Optimising image text

Google Algorithm Ranking Factors

(Number 37 of the 200)

 

Author: Dr. Manus Ward │Head of Digital Strategy and Data Protection │Hotelconsultant.com is a qualified and experienced former hotel manager, culinary Olympic team manager and hospitality Head of School who is passionate about passing on the knowledge he gained from one of the few hotel digital strategy doctorates in the world to you the hotelier. Bonus: If you have any problems with this contact me (100% free) at manus@hotelconsultant.com or 086 8185829 on this or any aspect of your hotel’s digital strategy.

Why do we need to do this

Google has yet not reached a point where it can assess the quality or relevancy of an image based on the image alone. It must instead examine the file name, alt text, title, description and caption etc in an image in order to figure what an image is all about and then decide on its rankings in the search engine.

What does this mean

While image analysing technology has come a long way Google still can’t figure out what an image is really all about so it relies on the various pieces of text associated with a photo in order to figure out how to rank images in Google.

What do I do: First do some keyword research and find the keywords that are the most appropriate to your hotel or activities that will bring guests to your hotel and use this exact phrase for your photos. For example if your image is the kids swimming pool in the Park Hotel and Google Keyword Planner says “swimming pool for kids” and “Park Hotel” are good keywords we would use them in our image text.

What to do:
Always use the hotel name at the start.
Place keywords in the file name, alt text, title, description and caption of an image.
Limit alt text to 150 characters.
Put strongest keywords at the start.
Place your town or city in the text.
Always use © symbol at end.
Shrink resolution to minimise download speed.

What not to do:
Don’t use underscores, +signs, or Camel Casing in file names.
Leave out non keywords such as “the”, “a”, “she”.
Put – in between words so that search engines can differentiate words.
Do not use generic words like “hotel pool”.

So our text will be “Park-Hotel-Dublin-swimming-pool-for-kids©” in this case.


--- Directions ---
Work out how many lines in the entries below contain the string "pixels". Reply with that figure alone.

[App and web page records]
════════

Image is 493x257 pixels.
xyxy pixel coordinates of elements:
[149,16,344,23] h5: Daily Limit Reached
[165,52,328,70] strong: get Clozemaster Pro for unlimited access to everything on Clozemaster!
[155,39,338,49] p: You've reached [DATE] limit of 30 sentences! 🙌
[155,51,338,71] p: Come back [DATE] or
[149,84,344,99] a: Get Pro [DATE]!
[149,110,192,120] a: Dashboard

════════

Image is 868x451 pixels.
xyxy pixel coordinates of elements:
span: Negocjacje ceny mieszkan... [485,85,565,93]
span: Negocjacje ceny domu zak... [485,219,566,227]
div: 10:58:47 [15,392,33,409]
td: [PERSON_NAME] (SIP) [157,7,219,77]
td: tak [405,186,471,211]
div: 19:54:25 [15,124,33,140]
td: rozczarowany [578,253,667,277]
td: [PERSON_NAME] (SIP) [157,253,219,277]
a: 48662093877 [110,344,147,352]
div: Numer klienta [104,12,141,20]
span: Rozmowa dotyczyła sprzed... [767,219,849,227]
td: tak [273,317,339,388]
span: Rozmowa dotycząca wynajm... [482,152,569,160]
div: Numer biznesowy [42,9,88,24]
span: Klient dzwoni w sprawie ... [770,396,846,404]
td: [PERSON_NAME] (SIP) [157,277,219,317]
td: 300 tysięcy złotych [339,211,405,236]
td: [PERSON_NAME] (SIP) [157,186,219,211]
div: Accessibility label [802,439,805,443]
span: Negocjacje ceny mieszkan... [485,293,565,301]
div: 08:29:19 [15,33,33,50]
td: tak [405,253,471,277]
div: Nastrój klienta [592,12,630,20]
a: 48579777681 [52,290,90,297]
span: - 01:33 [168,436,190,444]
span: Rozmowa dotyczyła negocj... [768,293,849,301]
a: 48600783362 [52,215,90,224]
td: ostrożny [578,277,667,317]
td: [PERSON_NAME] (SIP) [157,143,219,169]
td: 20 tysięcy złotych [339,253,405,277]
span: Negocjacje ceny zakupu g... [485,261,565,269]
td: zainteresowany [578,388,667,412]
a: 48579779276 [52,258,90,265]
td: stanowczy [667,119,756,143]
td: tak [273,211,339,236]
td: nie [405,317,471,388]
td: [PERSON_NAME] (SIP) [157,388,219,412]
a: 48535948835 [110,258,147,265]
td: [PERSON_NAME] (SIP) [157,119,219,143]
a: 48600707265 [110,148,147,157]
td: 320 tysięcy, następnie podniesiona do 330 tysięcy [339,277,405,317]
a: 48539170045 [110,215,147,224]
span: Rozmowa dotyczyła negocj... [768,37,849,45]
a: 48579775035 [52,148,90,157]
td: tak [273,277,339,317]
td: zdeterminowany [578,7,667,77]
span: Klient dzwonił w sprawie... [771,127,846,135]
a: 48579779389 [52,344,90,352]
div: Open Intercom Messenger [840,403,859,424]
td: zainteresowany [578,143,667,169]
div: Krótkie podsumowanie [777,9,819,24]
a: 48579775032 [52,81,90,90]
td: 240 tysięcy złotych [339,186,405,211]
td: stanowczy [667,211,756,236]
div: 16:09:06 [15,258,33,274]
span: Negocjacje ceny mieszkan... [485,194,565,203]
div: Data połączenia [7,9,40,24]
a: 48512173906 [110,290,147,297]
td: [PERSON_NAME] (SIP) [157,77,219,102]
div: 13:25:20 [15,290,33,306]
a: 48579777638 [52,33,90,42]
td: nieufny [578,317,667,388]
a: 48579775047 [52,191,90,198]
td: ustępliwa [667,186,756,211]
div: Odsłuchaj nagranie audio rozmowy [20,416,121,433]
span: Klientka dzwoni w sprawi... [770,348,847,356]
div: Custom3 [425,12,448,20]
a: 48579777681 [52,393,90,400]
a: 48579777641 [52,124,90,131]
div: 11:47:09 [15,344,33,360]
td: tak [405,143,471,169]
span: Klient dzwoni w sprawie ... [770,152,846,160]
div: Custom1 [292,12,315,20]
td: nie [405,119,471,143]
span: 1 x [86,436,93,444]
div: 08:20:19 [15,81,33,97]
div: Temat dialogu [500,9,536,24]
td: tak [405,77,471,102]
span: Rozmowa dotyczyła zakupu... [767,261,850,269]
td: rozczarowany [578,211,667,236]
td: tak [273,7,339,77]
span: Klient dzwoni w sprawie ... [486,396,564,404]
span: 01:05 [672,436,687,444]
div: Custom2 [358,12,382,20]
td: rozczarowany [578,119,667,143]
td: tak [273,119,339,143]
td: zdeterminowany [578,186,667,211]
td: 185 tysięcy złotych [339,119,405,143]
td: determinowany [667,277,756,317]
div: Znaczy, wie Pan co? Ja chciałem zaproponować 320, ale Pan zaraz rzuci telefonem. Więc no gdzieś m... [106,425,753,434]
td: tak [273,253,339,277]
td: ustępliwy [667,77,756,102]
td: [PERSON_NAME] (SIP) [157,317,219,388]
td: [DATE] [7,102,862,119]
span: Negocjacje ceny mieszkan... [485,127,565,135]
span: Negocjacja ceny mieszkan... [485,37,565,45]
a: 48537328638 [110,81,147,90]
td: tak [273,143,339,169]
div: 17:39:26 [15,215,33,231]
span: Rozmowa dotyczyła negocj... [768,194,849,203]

════════

--- Answer to the exercise ---
2